DPRK, ROK trade artillery, rocket fire at border
The Republic of Korea fired dozens of shells on Thursday at the Democratic People's Republic of Korea after the DPRK lobbed a single rocket round at a ROK town near the world's most heavily armed border, the ROK's Defense Ministry said.
The Defense Ministry said in a statement that its artillery shells landed at the place where the DPRK had fired its rocket. There were no other immediate details from the military and no reports of injuries. It appeared that the DPRK did not respond to the ROK's returned fire.
The DPRK had previously threatened to attack ROK loudspeakers that have been broadcasting, for the first time in 11 years, anti-Pyongyang messages across their shared border. Pyongyang also restarted its own loudspeakers aimed at the ROK.
The DPRK told Seoul it was willing to end an ongoing conflict over anti-Pyongyang propaganda broadcasts, which it demanded that the ROK stop, according to ROK Unification Ministry.
The DPRK's Kim Yang-gon, secretary of the Central Committee of the Workers' Party of Korea, sent a letter saying the ROK broadcasts were a declaration for war but the DPRK was "willing to offer an exit to settle the current situation and improve the relations", the ministry said
About 80 residents in the ROK town where the shell fell, Yeoncheon, were evacuated to underground bunkers, and authorities urged other residents to evacuate, a Yeoncheon official said, requesting anonymity because he wasn't authorized to speak to the media.
In the nearby border city of Paju, residents were asked to stay home. On Baeknyeong Island near the disputed western sea boundary - the scene of several bloody skirmishes in recent years - residents in villages near a site where the ROK operates one of its loudspeakers were also evacuated, according to island officials.
The cross-border propaganda warfare followed accusations from Seoul that Pyongyang had planted land mines on the ROK side of the Demilitarized Zone that maimed two ROK soldiers earlier this month. Pyongyang has claimed that Seoul fabricated the evidence on the land mines and demanded video proof.
Last October, ROK and DPRK troops opened fire at areas near Yeoncheon, after ROK activists launched balloons there that carried propaganda leaflets across the border. The ROK returned fire, but no casualties were reported. Later in October, border guards from the two neighbors again exchanged gunfire along the border, without any casualties.
Before that, the DPRK and ROK tangled in a deadly artillery exchange in 2010, when DPRK artillery strikes on a ROK border island killed four ROK citizens. Earlier in 2010, 46 ROK sailors died when their ship sunk amid disputed circumstances.
The DPRK's army said recently in a statement that the ROK broadcasts were a declaration of war and that if they were not immediately stopped "an all-out military action of justice" would ensue.
Thursday's artillery exchange came four days after the ROK and the United States began annual summertime military drills that the DPRK calls an invasion rehearsal. Seoul and Washington say the drills are defensive in nature.
The ROK has said the two soldiers wounded from the mine explosions were on a routine patrol in the southern part of the DMZ that separates the two Koreas. One soldier lost both legs and the other one leg.
The two neighbors' mine-strewn DMZ is a legacy of the 1950-53 Korean War, which ended with an armistice, not a peace treaty.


DESCRIPTION OF THE TASK ▸ List, from the lines below, each one with "Analytics" in it.

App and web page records
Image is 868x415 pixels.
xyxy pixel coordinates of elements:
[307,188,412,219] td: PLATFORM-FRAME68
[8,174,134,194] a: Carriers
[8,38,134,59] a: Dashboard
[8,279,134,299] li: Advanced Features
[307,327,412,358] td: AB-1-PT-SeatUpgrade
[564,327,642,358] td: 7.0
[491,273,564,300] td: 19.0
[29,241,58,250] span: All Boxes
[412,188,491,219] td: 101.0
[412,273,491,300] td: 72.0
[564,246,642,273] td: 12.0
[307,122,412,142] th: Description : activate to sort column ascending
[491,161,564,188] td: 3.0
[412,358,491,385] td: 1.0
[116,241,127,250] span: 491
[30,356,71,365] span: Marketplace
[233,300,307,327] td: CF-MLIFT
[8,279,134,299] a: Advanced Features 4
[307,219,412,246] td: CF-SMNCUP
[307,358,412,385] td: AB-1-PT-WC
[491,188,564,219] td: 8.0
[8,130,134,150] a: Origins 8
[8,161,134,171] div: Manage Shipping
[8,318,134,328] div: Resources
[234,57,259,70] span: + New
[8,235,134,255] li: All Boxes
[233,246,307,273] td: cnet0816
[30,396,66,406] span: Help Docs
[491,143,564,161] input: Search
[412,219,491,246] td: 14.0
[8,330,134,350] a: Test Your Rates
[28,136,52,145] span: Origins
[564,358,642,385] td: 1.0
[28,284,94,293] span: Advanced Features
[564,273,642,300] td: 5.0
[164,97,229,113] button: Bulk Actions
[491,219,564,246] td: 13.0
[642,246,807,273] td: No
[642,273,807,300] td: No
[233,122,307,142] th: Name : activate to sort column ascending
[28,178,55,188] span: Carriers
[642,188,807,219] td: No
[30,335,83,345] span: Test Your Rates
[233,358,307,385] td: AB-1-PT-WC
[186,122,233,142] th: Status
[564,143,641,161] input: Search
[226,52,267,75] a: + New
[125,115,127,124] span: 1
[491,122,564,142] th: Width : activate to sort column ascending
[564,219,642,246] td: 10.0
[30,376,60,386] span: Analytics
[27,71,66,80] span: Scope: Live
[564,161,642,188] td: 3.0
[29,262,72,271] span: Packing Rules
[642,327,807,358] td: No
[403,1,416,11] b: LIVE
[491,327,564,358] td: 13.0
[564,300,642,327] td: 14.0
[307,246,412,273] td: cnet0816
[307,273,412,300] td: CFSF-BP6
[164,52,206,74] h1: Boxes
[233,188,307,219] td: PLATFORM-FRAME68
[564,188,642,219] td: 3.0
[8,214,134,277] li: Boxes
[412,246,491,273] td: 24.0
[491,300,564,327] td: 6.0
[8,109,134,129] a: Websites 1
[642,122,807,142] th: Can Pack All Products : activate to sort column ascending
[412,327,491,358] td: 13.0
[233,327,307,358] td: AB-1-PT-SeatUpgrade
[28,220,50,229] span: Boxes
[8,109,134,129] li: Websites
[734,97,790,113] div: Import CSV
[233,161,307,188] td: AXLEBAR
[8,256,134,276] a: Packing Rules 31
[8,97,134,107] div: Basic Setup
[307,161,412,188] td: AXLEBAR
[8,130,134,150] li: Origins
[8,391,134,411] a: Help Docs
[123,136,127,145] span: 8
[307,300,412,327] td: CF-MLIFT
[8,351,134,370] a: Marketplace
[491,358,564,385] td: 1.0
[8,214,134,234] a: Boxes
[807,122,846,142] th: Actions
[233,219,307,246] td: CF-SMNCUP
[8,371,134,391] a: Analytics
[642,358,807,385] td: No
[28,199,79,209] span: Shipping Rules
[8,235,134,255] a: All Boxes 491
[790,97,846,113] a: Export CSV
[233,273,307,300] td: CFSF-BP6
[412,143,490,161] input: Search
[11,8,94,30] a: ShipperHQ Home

SOLUTION TO THIS TASK ▸
[30,376,60,386] span: Analytics
[8,371,134,391] a: Analytics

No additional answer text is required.